Wow… now I’m surprised at all the insightful answers to my rant… usually my rants just go ignored… nice.. Thanks everyone! 😉

Puppy June 22, 2016 12:10 AM

there is ample evidence the US established and funded ISIS
the issues in Syria presently are directly beccause of the USG foreign policy and the CIA
ISIS are just another convenient scapegoat
they are a fiction
after the cold war, the USG needed another ‘USSR’
ISIS is the present incarnation
so, ignore all this nonsense, recruiting and blah

it also means, whenever ISIS is blamed/takes responsiblity for something – either it never happened, or the united states ‘black ops’ were the ones in charge of that operation

Coyne Tibbets June 22, 2016 7:24 PM

I would really like to see the flip percentages:

  • Of groups who changed their name, how many were pro-ISIS?
  • Of groups who changed their visibility from public to members only, how many were pro-ISIS?
  • Of groups that were reincarnated, how many were pro-ISIS?

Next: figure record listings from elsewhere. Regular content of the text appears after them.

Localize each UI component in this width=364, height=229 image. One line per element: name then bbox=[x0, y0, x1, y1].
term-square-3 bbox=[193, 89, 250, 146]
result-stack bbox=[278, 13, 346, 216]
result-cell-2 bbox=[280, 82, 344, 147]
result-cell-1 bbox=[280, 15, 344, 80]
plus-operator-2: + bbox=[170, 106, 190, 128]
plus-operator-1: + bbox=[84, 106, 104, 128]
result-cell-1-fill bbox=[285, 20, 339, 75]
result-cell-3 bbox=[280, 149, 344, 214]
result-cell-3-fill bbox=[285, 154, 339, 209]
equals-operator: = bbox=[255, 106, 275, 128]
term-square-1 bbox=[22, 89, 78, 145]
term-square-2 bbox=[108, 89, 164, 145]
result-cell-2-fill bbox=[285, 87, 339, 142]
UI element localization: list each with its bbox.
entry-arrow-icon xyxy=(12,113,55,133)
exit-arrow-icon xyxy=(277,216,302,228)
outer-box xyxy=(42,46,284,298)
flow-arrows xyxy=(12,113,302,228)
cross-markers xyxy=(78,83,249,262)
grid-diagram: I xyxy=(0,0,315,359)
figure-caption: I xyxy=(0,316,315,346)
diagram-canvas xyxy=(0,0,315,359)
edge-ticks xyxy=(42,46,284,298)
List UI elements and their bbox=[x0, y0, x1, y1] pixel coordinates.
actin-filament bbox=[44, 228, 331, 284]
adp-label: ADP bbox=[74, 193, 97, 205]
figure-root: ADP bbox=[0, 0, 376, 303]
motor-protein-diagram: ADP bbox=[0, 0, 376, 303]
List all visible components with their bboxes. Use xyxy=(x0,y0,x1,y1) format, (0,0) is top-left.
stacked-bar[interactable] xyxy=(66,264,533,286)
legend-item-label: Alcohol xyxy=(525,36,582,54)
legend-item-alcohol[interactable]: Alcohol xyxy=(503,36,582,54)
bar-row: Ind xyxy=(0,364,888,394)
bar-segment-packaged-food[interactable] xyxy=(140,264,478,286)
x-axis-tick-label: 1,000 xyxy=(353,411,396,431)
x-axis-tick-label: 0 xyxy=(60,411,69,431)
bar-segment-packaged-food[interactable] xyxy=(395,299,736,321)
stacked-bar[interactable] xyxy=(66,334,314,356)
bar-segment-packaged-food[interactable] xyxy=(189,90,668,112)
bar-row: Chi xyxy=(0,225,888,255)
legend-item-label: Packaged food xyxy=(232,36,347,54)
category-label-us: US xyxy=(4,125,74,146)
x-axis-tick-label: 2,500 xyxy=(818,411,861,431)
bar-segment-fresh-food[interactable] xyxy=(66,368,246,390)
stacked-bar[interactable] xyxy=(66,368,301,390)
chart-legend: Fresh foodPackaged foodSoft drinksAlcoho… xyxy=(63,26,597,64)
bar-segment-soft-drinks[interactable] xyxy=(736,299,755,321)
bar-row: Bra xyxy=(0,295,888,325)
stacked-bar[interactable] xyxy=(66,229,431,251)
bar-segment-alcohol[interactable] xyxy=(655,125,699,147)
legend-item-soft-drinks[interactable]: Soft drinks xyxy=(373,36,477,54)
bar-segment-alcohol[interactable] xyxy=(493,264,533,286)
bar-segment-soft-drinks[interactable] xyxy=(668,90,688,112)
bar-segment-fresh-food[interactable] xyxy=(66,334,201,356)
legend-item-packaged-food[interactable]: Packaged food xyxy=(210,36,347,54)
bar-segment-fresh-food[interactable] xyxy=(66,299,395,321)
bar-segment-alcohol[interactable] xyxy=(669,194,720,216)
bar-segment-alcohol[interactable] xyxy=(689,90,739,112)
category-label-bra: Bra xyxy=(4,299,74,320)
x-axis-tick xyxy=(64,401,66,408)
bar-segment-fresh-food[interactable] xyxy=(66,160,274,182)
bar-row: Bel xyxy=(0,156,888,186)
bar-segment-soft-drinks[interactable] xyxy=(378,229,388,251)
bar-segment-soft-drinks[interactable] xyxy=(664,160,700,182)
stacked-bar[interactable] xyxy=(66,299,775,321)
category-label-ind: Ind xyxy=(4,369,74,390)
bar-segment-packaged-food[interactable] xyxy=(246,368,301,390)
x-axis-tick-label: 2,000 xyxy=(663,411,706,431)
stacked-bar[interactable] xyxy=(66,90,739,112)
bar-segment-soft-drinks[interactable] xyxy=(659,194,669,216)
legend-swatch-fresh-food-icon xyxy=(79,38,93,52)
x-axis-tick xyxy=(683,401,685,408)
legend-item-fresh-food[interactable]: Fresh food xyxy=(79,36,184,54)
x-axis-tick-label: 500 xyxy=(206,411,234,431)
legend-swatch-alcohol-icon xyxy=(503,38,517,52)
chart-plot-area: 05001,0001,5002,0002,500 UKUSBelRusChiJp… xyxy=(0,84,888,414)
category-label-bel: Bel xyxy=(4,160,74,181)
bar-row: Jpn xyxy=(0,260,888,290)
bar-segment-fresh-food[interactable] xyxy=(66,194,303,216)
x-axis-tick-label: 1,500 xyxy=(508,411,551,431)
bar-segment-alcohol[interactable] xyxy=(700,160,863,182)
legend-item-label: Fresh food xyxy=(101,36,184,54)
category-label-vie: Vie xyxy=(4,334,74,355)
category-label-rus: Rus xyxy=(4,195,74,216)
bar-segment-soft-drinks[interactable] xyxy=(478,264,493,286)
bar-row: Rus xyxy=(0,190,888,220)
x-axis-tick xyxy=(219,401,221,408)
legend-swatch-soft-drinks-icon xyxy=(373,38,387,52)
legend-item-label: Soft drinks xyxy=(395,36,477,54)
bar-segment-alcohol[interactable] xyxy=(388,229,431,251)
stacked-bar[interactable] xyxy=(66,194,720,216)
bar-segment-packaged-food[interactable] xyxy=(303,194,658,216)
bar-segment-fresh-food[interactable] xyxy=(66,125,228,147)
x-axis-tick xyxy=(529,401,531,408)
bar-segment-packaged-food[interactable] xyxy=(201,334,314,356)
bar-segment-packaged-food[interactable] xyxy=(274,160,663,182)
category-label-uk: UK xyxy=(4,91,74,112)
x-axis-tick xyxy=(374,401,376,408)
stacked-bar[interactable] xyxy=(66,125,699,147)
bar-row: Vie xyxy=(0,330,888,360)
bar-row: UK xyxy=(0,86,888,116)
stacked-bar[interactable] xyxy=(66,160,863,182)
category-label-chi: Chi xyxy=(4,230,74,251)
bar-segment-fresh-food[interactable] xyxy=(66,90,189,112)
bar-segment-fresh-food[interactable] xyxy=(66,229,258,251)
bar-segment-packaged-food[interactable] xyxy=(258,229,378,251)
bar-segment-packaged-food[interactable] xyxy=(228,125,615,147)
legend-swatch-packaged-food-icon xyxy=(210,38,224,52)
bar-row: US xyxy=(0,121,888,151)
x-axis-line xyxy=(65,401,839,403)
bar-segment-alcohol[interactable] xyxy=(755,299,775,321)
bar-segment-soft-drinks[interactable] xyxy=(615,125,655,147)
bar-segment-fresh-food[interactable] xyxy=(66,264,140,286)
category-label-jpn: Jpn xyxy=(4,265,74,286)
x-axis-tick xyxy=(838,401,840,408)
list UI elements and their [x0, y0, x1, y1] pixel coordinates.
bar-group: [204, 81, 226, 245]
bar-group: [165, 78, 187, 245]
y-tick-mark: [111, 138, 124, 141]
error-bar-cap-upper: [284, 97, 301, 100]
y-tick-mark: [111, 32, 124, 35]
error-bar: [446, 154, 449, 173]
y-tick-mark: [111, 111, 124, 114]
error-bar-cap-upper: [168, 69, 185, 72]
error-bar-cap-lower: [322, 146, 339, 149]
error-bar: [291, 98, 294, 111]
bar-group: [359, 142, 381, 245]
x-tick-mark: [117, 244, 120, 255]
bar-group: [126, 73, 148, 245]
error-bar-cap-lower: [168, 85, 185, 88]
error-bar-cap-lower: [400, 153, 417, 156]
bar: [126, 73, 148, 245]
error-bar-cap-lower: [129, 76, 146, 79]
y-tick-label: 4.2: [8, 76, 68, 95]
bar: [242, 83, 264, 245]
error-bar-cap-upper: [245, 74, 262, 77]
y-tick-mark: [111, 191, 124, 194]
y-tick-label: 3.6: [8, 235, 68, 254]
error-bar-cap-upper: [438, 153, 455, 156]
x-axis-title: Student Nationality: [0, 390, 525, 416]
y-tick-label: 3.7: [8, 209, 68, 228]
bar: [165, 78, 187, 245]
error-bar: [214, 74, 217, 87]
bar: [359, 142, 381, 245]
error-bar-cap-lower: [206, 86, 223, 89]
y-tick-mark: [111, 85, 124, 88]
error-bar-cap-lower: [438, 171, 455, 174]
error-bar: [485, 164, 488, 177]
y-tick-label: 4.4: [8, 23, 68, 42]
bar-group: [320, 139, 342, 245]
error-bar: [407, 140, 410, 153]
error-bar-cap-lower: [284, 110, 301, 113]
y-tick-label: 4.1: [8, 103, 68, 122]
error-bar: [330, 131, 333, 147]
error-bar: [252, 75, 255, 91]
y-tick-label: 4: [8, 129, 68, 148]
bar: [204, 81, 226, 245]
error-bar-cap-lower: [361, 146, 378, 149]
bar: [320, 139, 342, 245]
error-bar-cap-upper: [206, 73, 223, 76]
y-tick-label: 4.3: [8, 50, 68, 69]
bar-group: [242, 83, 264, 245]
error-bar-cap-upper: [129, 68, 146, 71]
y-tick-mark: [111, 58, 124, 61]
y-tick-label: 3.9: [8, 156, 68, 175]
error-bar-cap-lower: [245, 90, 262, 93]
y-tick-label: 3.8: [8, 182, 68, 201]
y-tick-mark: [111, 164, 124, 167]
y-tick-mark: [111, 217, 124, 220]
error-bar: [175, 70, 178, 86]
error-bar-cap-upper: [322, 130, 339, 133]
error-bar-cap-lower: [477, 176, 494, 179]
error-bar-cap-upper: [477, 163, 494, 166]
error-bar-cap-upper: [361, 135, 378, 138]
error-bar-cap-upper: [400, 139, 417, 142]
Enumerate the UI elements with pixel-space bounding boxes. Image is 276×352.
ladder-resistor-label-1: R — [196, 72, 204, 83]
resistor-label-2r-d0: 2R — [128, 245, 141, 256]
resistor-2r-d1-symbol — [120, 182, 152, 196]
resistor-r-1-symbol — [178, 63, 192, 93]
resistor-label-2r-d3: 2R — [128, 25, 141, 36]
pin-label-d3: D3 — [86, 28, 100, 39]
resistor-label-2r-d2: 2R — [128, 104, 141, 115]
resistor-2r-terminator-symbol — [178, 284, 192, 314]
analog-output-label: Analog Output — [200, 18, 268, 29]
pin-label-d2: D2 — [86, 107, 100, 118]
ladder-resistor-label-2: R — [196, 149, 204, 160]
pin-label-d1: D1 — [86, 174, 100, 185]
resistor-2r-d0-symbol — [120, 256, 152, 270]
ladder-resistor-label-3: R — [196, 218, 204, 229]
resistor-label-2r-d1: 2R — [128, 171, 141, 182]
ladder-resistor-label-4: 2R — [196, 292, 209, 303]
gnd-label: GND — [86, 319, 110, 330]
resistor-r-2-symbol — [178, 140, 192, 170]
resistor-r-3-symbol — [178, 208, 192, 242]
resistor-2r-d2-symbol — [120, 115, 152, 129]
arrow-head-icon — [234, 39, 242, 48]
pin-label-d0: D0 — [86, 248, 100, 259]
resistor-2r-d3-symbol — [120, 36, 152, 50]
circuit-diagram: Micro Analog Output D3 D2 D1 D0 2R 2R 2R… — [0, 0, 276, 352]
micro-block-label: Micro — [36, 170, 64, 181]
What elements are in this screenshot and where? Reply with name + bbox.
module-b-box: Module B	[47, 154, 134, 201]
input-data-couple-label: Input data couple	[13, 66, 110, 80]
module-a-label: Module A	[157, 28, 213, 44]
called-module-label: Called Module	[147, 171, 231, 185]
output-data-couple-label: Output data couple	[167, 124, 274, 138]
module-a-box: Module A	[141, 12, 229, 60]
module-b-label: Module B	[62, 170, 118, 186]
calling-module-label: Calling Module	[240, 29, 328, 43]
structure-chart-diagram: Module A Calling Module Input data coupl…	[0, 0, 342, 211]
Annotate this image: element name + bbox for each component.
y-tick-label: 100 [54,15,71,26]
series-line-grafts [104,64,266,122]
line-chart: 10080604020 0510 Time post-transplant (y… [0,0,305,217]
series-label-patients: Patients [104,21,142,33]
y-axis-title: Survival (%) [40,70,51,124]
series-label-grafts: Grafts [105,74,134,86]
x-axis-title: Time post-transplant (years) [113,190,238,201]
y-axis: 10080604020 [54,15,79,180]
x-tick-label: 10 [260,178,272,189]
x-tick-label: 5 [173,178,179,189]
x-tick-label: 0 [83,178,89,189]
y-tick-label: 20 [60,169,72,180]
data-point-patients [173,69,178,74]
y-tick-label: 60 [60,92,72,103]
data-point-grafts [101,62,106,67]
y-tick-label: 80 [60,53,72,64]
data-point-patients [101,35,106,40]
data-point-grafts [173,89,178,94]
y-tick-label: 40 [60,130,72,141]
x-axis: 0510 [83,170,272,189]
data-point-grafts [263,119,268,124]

The problem is that I can see a lot of bad policy coming out of this study. For example, Congress might decide the solution to such “problems” is:

  • Ban group name changes.
  • Require all groups to be public.
  • FBI investigates every group that is reincarnated.

Certainly there are millions of groups: of which they tracked 196, probably less than 0.01% of all groups.

The features the authors discuss, renaming and privacy, obviously exist for good reasons, and none of those reasons is ISIS. A while back, I allowed a personal web site to expire through carelessness; am I now to be investigated because I re-registered it?

Such policies as I describe would negatively affect many thousands of groups for the actions of (apparently) hundreds; the textbook definition of “chilling effects.”

paranoia destroys ya June 23, 2016 4:23 PM

Social media is a way for potential recruits to find ISIS.
Maybe the way to fight them is using SEO to make them harder to find and promote counter messages such as positive interpretations of the Koran.